Monday, March 2, 2009

Aboriginal trailblazer in Hobart




The Mercury's match report (14 April 1963) by Gordon Burnett (top)

The Mercury's preview (11 April 1963) (second from top) by Gordon Burnett


Glen Thompson (third from top) at South Hobart for the Summer Cup

John Moriarty (left)


Interview with John Moriarty, FFA’s Indigenous Ambassador for Football


Walter Pless: You were a trailblazer for Indigenous footballers. Tell me about your background.

John Moriarty: I grew up, in my early soccer days, in Adelaide. I played for Port Adelaide and then played for the Italian club, Juventus, which became Adelaide City.

I was the first Aboriginal to be selected for Australia. I have always been very honoured with that selection. I have very pleasant memories of my first game [for South Australia] playing in Western Australia in an interstate game.

The second game was in Hobart and that was very memorable for me as well.

WP: I remember seeing you when I was a teenager playing in that game on 14 April 1963, which ended in a 0-0 draw, at South Hobart. Tasmania’s goalkeeper, Harry Alexiadis, saved a penalty. What are your recollections of that game?

JM: I have very strong recollections of the game. I found it hard to cope with the ground conditions. I felt the ground was very heavy, but we were still able to play our game and I thoroughly enjoyed that game. It was not like my first game in Western Australia, where I scored a goal. I played a reasonable game, according to my standards, here in Tasmania.

WP: South Australia also played Tasmania the previous year at Sandy Bay and won 6-2. Was your team a different quality team or had Tasmania improved dramatically?

JM: I can only say that Tasmania improved dramatically. We had a very good team and Adelaide had always had three or four representatives in the Australian team at any one time. They played a very good class of football. They were ball players and they utilised skill rather than person-to-person play. It was using your skills and utilising your brain with it, so I found the Adelaide-type of football has always been at about the national level.

WP: You also played with Charlie Perkins at one time.

JM: Charlie Perkins and myself were in the home in Adelaide together and that’s how we were introduced to soccer. Port Thistle, a local club, trained right next door. The boundary of their ground was the front boundary of the home that we were in and we ended up having a kick with the State team. That’s how I got involved. They asked us to give them a practice run and I was a kid of fifteen then and we had no shoes. They asked us to play. I think we beat them about six, or eight or fourteen nil, something like that. But, we just had fun. And, they invited us to play for them. They asked me if I’d play for them, and I said, no thank you, very much. This official said we will buy you boots and we will buy you socks and, very quickly, I said I’d play, thank you very much. So that’s how I got involved. There’s no looking back.

WP: I believe a knee injury ended your career?

JM: Unfortunately, yes. That’s one of those things you endure sometimes in sport. I was unfortunate to have a very bad knee injury.

WP: You were born in Borroloola. There’s a Tasmanian working there by the name of Glen Thompson. He has a dream of bringing a team of kids from there, who he has organised into s soccer team, to play in Tasmania. Is that a possibility?

JM: I come from a little place in the Northern Territory in the Gulf of Carpentaria called Borroloola. I was born on the river banks under the old tribal system, with a tribal Aboriginal woman as a midwife, and I was born that way. At the age of four, I was taken away.

Glen Thompson is up at Borroloola at this time. He just happened to marry an auntie of mine. Glen is a passionate footballer. He is passionate about the game and he has developed football at Borroloola to an extent that no-one else has done in the Northern Territory. He has five Aboriginal teams there. There are three boys’ and two girls’ teams and they have acquitted themselves well at every competition that they’ve had over the last few years. I see Glenn playing a very strong role in the carnival that we’ll be having in July in Townsville. He curates the ground, calls those kids together and he gets them into competitions in the north of Australia, in Darwin, and even into places such as Townsville and the Gold Coast. Apparently he’s taking a girls’ team to Coffs Harbour just prior to the Townsville carnival that we’ll be holding.

Yes, Glen Thompson is a tower of strength up there in the community of Borroloola and he has moved out to places such as Kiana, Nooka and Roper and other places all around Borroloola and has got those communities involved in football.

The teams are on their marks and ready to come to Tasmania, but like a lot of Aboriginal communities, they have problems with funding. If that can be overcome, that team can be down here in a flash. They could have a couple of teams come down. But, it would be good to begin with a team that could come down and play in Hobart.

3 comments:

Brad said...

Nice article Walter. Well done

jerrie kruijver said...

the good old days walter when soccer got some real space in the paper and premierleague games advertised on the back page,i believe you took overfrom mr burnet is that right?

Anonymous said...

No, that's not quite right, Jerrie. Gordon Burnett was followed by Zenon Pasieczny, who was followed by the late Andreas Raftopoulos. I took over following Andreas's untimely passing.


> Exercise prompt
Search the listing below for lines that hold the word "Output", and report only how many there are.

(Given entries Opens)

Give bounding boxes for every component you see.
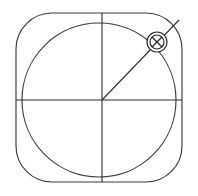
geometric-diagram [0,0,198,196]
diagram-canvas [0,0,198,196]
canvas-background [0,0,198,196]
crossed-circle-marker[interactable] [147,32,167,52]
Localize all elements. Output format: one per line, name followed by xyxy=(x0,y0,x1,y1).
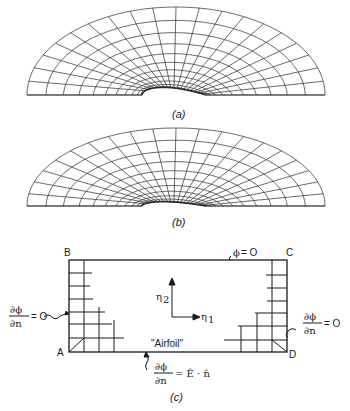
grid-radial xyxy=(108,17,164,88)
corner-d: D xyxy=(289,349,296,360)
right-num: ∂ϕ xyxy=(304,311,316,322)
caption-a: (a) xyxy=(172,108,186,120)
top-phi: ϕ xyxy=(233,247,240,258)
arrowhead-icon xyxy=(193,314,200,320)
corner-a: A xyxy=(57,347,64,358)
arrowhead-icon xyxy=(169,278,175,285)
grid-radial xyxy=(29,81,145,91)
left-num: ∂ϕ xyxy=(10,304,22,315)
corner-c: C xyxy=(286,247,293,258)
leader-left xyxy=(44,313,68,319)
grid-radial xyxy=(56,160,155,202)
eta1-sub: 1 xyxy=(208,314,214,325)
corner-b: B xyxy=(64,247,71,258)
figure-canvas: (a) (b) xyxy=(0,0,350,411)
computational-domain xyxy=(44,256,296,370)
eta1-label: η xyxy=(201,311,207,322)
grid-radial xyxy=(187,24,264,90)
right-den: ∂n xyxy=(304,325,316,336)
bottom-den: ∂n xyxy=(155,375,167,386)
grid-line xyxy=(272,340,287,352)
left-den: ∂n xyxy=(10,318,22,329)
grid-radial xyxy=(177,8,199,88)
right-eq: = O xyxy=(324,318,341,329)
bottom-num: ∂ϕ xyxy=(155,361,167,372)
leader-right xyxy=(286,329,296,337)
airfoil-label: "Airfoil" xyxy=(151,338,184,349)
grid-b xyxy=(27,128,325,206)
grid-radial xyxy=(193,160,296,204)
top-eq: = O xyxy=(241,247,258,258)
grid-a xyxy=(27,7,325,95)
caption-c: (c) xyxy=(170,391,183,403)
arrowhead-icon xyxy=(144,352,149,357)
left-eq: = O xyxy=(31,311,48,322)
grid-line xyxy=(69,338,84,352)
eta2-label: η xyxy=(156,291,162,302)
eta2-sub: 2 xyxy=(163,294,169,305)
grid-radial xyxy=(193,43,296,91)
bottom-eq: = Ê · n̂ xyxy=(175,368,210,379)
grid-radial xyxy=(187,143,264,203)
caption-b: (b) xyxy=(172,216,186,228)
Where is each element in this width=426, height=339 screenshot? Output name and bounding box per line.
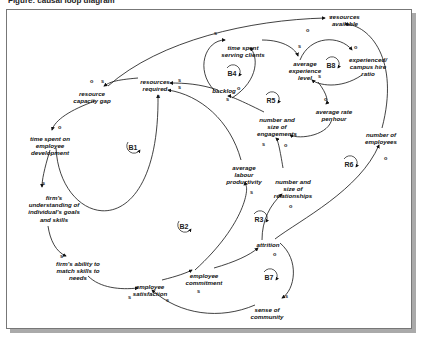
link-productivity-to-required xyxy=(168,90,241,160)
var-sense-of-community: sense of community xyxy=(250,306,283,320)
var-number-of-employees: number of employees xyxy=(365,131,397,145)
polarity: s xyxy=(178,84,181,90)
loop-r3: R3 xyxy=(255,216,264,223)
polarity: s xyxy=(60,253,63,259)
polarity: o xyxy=(384,155,387,161)
polarity: s xyxy=(101,78,104,84)
loop-b4: B4 xyxy=(228,70,237,77)
link-experience-to-ratio xyxy=(300,40,352,60)
polarity: s xyxy=(318,73,321,79)
polarity: o xyxy=(237,85,240,91)
loop-b7: B7 xyxy=(265,274,274,281)
loop-r6: R6 xyxy=(345,161,354,168)
polarity: s xyxy=(250,189,253,195)
var-number-size-engagements: number and size of engagements xyxy=(257,116,297,138)
polarity: s xyxy=(262,141,265,147)
polarity: o xyxy=(324,96,327,102)
polarity: o xyxy=(284,142,287,148)
polarity: s xyxy=(157,93,160,99)
var-experienced-campus-hire-ratio: experienced/ campus hire ratio xyxy=(349,56,387,78)
var-average-experience-level: average experience level xyxy=(289,60,321,82)
polarity: o xyxy=(354,44,357,50)
loop-b1: B1 xyxy=(129,144,138,151)
link-attrition-to-community xyxy=(280,243,293,298)
polarity: s xyxy=(226,96,229,102)
var-employee-satisfaction: employee satisfaction xyxy=(133,283,167,297)
polarity: o xyxy=(289,203,292,209)
polarity: s xyxy=(128,294,131,300)
var-attrition: attrition xyxy=(256,241,279,248)
link-serving-to-experience xyxy=(262,40,298,56)
loop-r5: R5 xyxy=(267,97,276,104)
link-commitment-to-productivity xyxy=(195,185,247,270)
polarity: o xyxy=(306,27,309,33)
loop-b8: B8 xyxy=(327,62,336,69)
polarity: s xyxy=(197,288,200,294)
polarity: o xyxy=(273,251,276,257)
var-average-labour-productivity: average labour productivity xyxy=(226,164,261,186)
link-understanding-to-ability xyxy=(48,226,66,256)
var-average-rate-per-hour: average rate per hour xyxy=(316,108,352,122)
polarity: s xyxy=(329,14,332,20)
link-attrition-to-relationships xyxy=(262,194,282,240)
var-firms-understanding: firm's understanding of individual's goa… xyxy=(28,194,80,223)
link-commitment-to-attrition xyxy=(214,248,258,268)
var-backlog: backlog xyxy=(212,87,235,94)
var-employee-commitment: employee commitment xyxy=(186,272,223,286)
polarity: o xyxy=(90,78,93,84)
polarity: s xyxy=(214,30,217,36)
var-number-size-relationships: number and size of relationships xyxy=(274,178,313,200)
var-resources-available: resources available xyxy=(330,13,360,27)
var-resource-capacity-gap: resource capacity gap xyxy=(73,90,111,104)
var-resources-required: resources required xyxy=(140,78,170,92)
var-firms-ability: firm's ability to match skills to needs xyxy=(56,260,100,282)
var-time-spent-serving-clients: time spent serving clients xyxy=(221,44,264,58)
loop-b2: B2 xyxy=(180,223,189,230)
link-relationships-to-engagements xyxy=(276,138,283,168)
polarity: s xyxy=(298,43,301,49)
causal-links xyxy=(0,0,426,339)
var-time-spent-employee-development: time spent on employee development xyxy=(30,135,70,157)
link-engagements-to-backlog xyxy=(228,96,264,112)
polarity: s xyxy=(166,297,169,303)
polarity: o xyxy=(58,124,61,130)
polarity: s xyxy=(285,293,288,299)
polarity: s xyxy=(178,77,181,83)
polarity: s xyxy=(42,180,45,186)
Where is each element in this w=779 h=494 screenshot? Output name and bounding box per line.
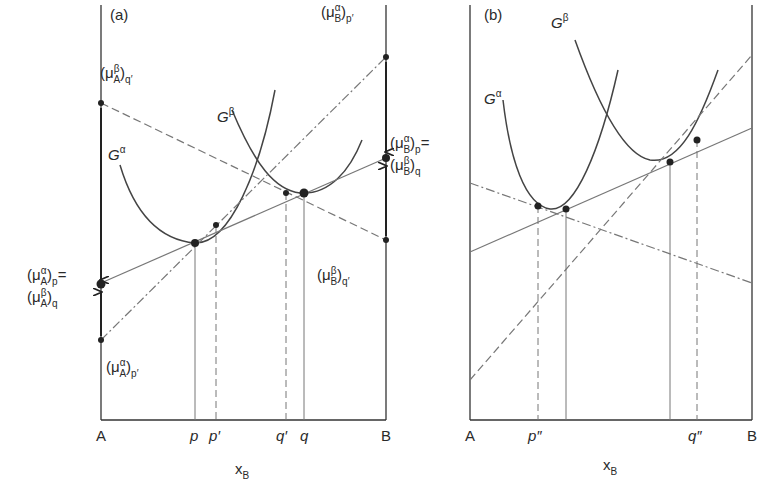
tick-a-pprime: p′ xyxy=(208,427,221,444)
point-muB-qprime xyxy=(383,237,389,243)
svg-text:Gα: Gα xyxy=(108,144,126,163)
point-muB-pprime xyxy=(383,54,389,60)
point-b-pdoubleprime xyxy=(535,203,542,210)
label-g-beta-b: Gβ xyxy=(551,12,569,31)
label-muB-alpha-pprime: (μαB)p′ xyxy=(321,2,354,24)
tick-b-qdoubleprime: q″ xyxy=(688,427,702,444)
label-muA-alpha-pprime: (μαA)p′ xyxy=(106,357,139,379)
panel-a: (a) Gα Gβ (μβA)q′ (μαA)p= (μβA)q (μαA)p′… xyxy=(27,2,430,481)
point-a-p xyxy=(191,239,199,247)
point-b-qdoubleprime xyxy=(694,137,701,144)
curve-g-alpha-a xyxy=(120,90,275,243)
svg-text:Gβ: Gβ xyxy=(551,12,569,31)
axis-b-label-B: B xyxy=(747,427,757,444)
curve-g-beta-a xyxy=(232,110,362,193)
point-muB-p xyxy=(382,154,390,162)
svg-text:xB: xB xyxy=(235,460,250,481)
svg-text:Gα: Gα xyxy=(484,88,502,107)
label-g-alpha-a: Gα xyxy=(108,144,126,163)
panel-b: (b) Gα Gβ A p″ q″ B xB xyxy=(465,5,757,477)
tick-a-qprime: q′ xyxy=(276,427,288,444)
point-a-pprime xyxy=(213,222,219,228)
point-muA-qprime xyxy=(98,100,104,106)
label-muA-beta-qprime: (μβA)q′ xyxy=(100,63,133,85)
x-axis-title-b: xB xyxy=(603,456,618,477)
label-g-alpha-b: Gα xyxy=(484,88,502,107)
tangent-dashed-b xyxy=(470,55,752,380)
tick-a-p: p xyxy=(189,427,198,444)
point-a-qprime xyxy=(283,190,289,196)
label-muB-beta-qprime: (μβB)q′ xyxy=(317,265,350,287)
svg-text:(μαA)p′: (μαA)p′ xyxy=(106,357,139,379)
svg-text:(μαA)p=: (μαA)p= xyxy=(27,265,67,287)
svg-text:(μαB)p=: (μαB)p= xyxy=(390,133,430,155)
svg-text:(μβA)q′: (μβA)q′ xyxy=(100,63,133,85)
curve-g-alpha-b xyxy=(503,70,618,209)
point-muA-pprime xyxy=(98,337,104,343)
panel-label-b: (b) xyxy=(484,6,502,23)
svg-text:xB: xB xyxy=(603,456,618,477)
tick-b-pdoubleprime: p″ xyxy=(527,427,542,444)
svg-text:(μβB)q: (μβB)q xyxy=(390,155,421,177)
figure: (a) Gα Gβ (μβA)q′ (μαA)p= (μβA)q (μαA)p′… xyxy=(0,0,779,494)
label-muA-beta-q: (μβA)q xyxy=(27,287,58,309)
point-muA-p xyxy=(97,280,106,289)
x-axis-title-a: xB xyxy=(235,460,250,481)
point-b-q xyxy=(667,159,674,166)
point-b-p xyxy=(563,206,570,213)
label-muB-beta-q: (μβB)q xyxy=(390,155,421,177)
svg-text:(μαB)p′: (μαB)p′ xyxy=(321,2,354,24)
label-muA-alpha-p: (μαA)p= xyxy=(27,265,67,287)
label-muB-alpha-p: (μαB)p= xyxy=(390,133,430,155)
point-a-q xyxy=(300,189,309,198)
label-g-beta-a: Gβ xyxy=(217,106,235,125)
common-tangent-a xyxy=(101,158,386,283)
tick-a-q: q xyxy=(300,427,309,444)
tangent-alpha-pprime xyxy=(101,57,386,340)
axis-a-label-B: B xyxy=(381,427,391,444)
panel-label-a: (a) xyxy=(110,6,128,23)
axis-b-label-A: A xyxy=(465,427,475,444)
svg-text:(μβA)q: (μβA)q xyxy=(27,287,58,309)
svg-text:Gβ: Gβ xyxy=(217,106,235,125)
axis-a-label-A: A xyxy=(96,427,106,444)
svg-text:(μβB)q′: (μβB)q′ xyxy=(317,265,350,287)
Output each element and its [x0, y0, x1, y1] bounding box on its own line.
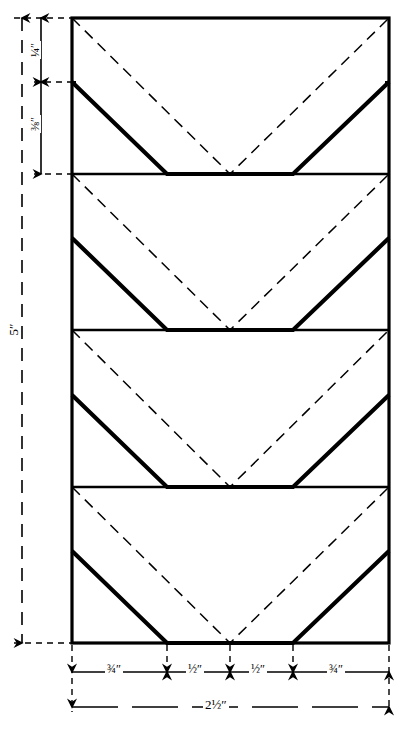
label-band-1: ¼″: [29, 41, 41, 59]
label-seg-2: ½″: [186, 663, 204, 675]
label-seg-3: ½″: [249, 663, 267, 675]
label-seg-1: ¾″: [105, 663, 123, 675]
label-seg-4: ¾″: [327, 663, 345, 675]
label-band-2: ⅜″: [29, 115, 41, 133]
label-height-overall: 5″: [7, 322, 20, 338]
witness-lines-bottom: [72, 645, 389, 712]
label-width-overall: 2½″: [203, 698, 229, 711]
diagram-canvas: 5″ ¼″ ⅜″ ¾″ ½″ ½″ ¾″ 2½″: [0, 0, 405, 730]
chevron-layout-svg: [0, 0, 405, 730]
witness-lines-left: [14, 18, 74, 643]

(Given entries Closes)

> Response to this task
4